Hack Your Hackerspace
From HeatSync Labs Wiki
2nd and 4th Thursdays of each month at 7pm at the hackerspace. Check the Event Calendar to confirm.
Also see Past/Upcoming HYH Agendas
HYH is the members' night to get stuff done around the space. It is not a discussion time, but a time when we gather to get things done and and make our space better. That includes voting on proposals, helping out at the lab, helping with community projects, and planning projects.
Before the meeting:
- Proposals for voting are posted on the email list board immediately following HYH for the next HYH period
- An example of a card access proposal may be found in the archives, but in general should stress how the person fits in the community, what projects they work on, what service they've done, and how they hold our values.
- Proposals locked one week before HYH
- Proposals should be small in scope, operational, and actionable. (i.e. "I've made and tested this xxx system", and I'd make it official, not "I propose we need an xxx system")
- Members have the ability to dismiss a proposal because they feel it's too broad or should be handled by the board
- Proposals should be discussed in depth on the forums prior to HYH. Please try to say something of more substance than "+1" or "I agree."
At the meeting:
- Any member can begin the meeting promptly at 7, with or without a quorum of 8 members.
- The first part is the vote; voting happens quickly, generally without discussion.
- Member moderating the meeting picks a note taker before the meeting who pulls up the latest meeting's Category:HYH page and displays it on the projector.
- If there's no quorum, the vote may be skipped or delayed until later in the meeting.
- A majority vote wins (abstains are not counted toward a vote, so if two vote yea, one votes nay and five abstain, the vote passes.)
- Voting results will be sent to the mailing list Friday morning.
- The second part is getting stuff done:
- Clean/fix/replace/action everything.
- New members can get their boxes, and do a self guided orientation if no volunteers give an orientation.
- Review the collect your stuff shelf (aka lost and found), and the free stuff shelf. Removing old items from the lab into trash or elsewhere.
- Check stations and broken tools bin for broken equipment.
- Check if stock of cups/toilet paper/cleaning products is sufficient, and notify operations if not.
- Review upstairs storage
- Process donations
- Organize, repair, or mark for tear-apart/recycle/throw away.
Principles of conduct
- Discussion
- Within discussion, we make proposals. A proposal, is just something to consider, like a hypothesis. Proposals should be concise and clear before they are stated. We justify and criticize proposals with arguments. Arguments, like proposals, are just things to consider. We say them, and then we let them stand on their own. There is an extremely finite amount of content that needs to be stated for any given topic, so we should be extremely conservative about the number of statements we make.
- It is typical of statements that don't need to be stated, that they need to be re-enforced by more statements.
- Democracy
- The role of voting, is only so that each member can signal their sentiment on mature proposals. It is NOT a means of getting what we want, nor can it be considered ‘doing’ anything at all. A ‘yes vote’ should be considered the equivalent of saying “after all discussion, and contemplation, I feel that this proposal is good.”
- We all have our own interests and sentiments. The purpose of democracy is so that the community too can have its own interests and sentiments, independently of its members. The community’s interests cannot simply be the sum of the interests of the community members, because many of our interests conflict, and a community cannot be coherent or clearly directed with a contradiction.
- Do-ocracy
- After a proposal has been voted on, and has been passed, it is up to individuals (not the community) to abide by it. A good proposal, is one that has the fewest and least-demanding physical requirements. For example, a proposal that requires the existence of a physical object is worse than one that doesn't. A proposal that dictates that someone now has a duty is worse than one that doesn't. Remember that the content of a proposal does not need to correspond to reality. Therefore it is possible for a proposal to clash with reality, and when it does so, it becomes nonsense. Don't make proposals that are nonsense.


■ **Prompt**
Print every entry exactly once more, omitting each picture.

== Segment start ==

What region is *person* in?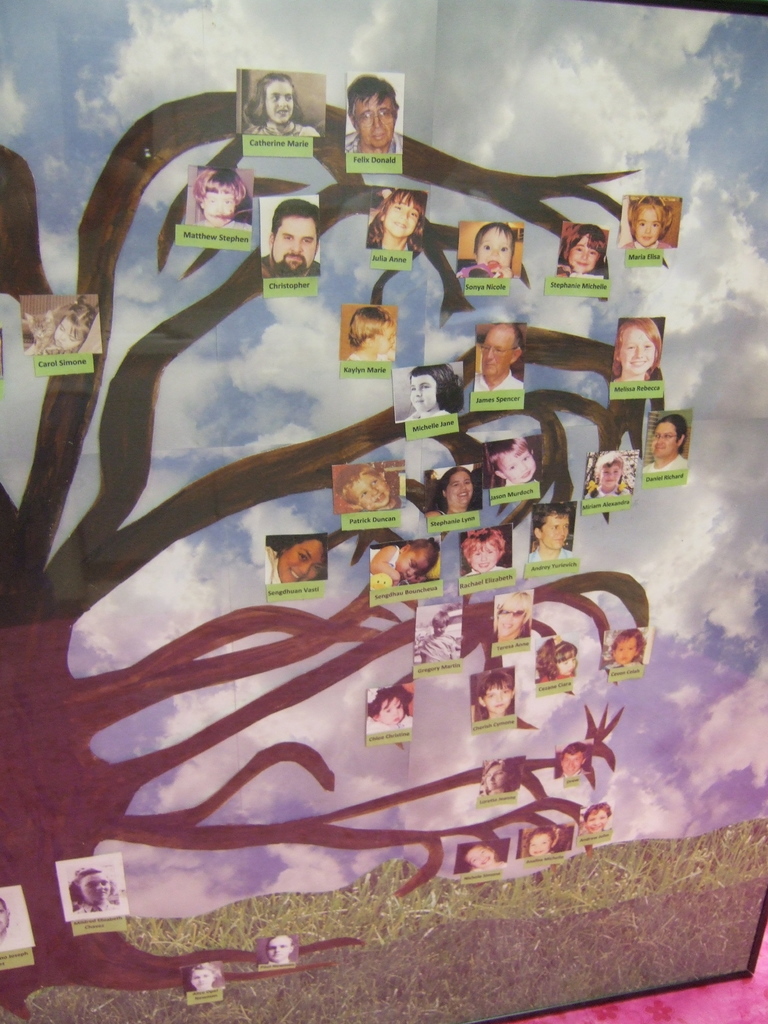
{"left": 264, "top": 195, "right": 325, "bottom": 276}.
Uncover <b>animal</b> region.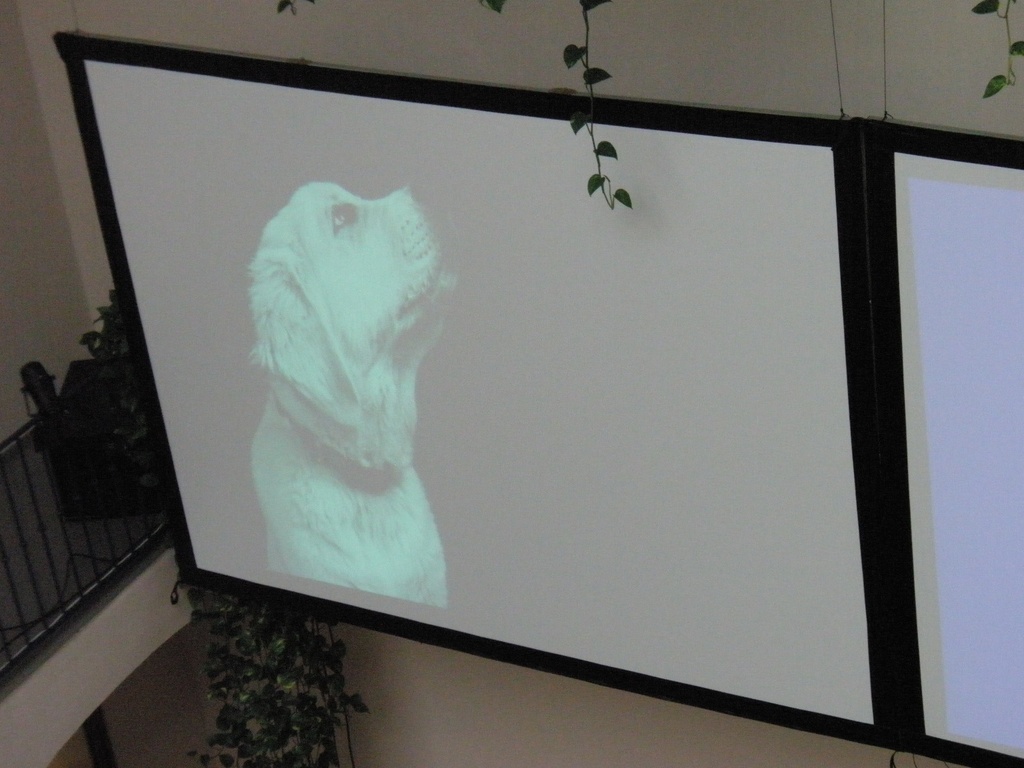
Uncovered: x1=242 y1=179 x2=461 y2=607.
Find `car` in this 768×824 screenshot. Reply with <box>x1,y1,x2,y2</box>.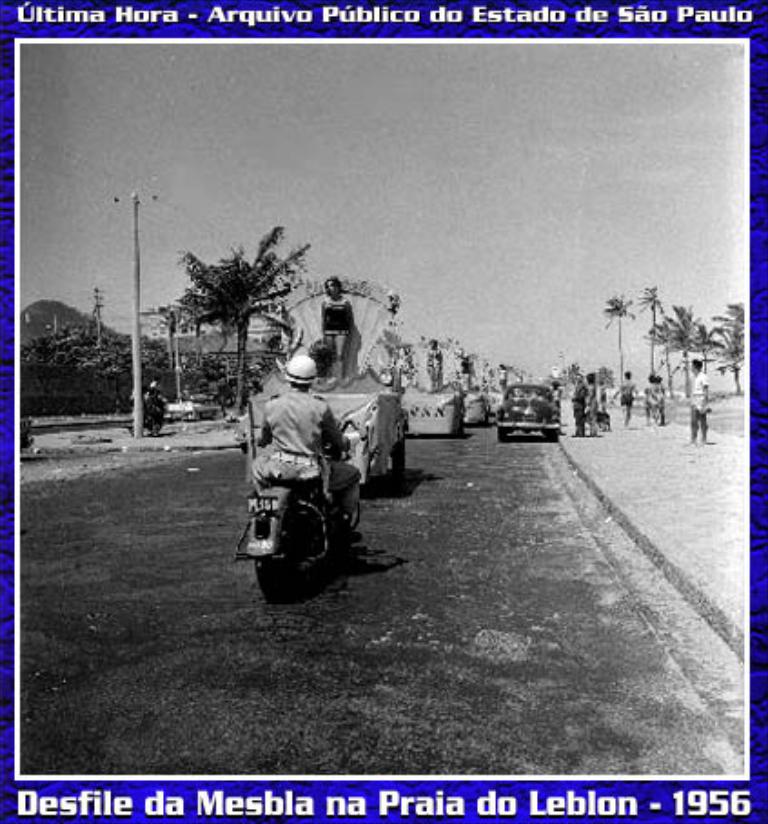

== Segment end ==

■ **Answer section**
What region is *person* in?
{"left": 264, "top": 195, "right": 325, "bottom": 276}.
Uncover <b>animal</b> region.
Uncovered: x1=242 y1=179 x2=461 y2=607.
Find `car` in this 768×824 screenshot. Reply with <box>x1,y1,x2,y2</box>.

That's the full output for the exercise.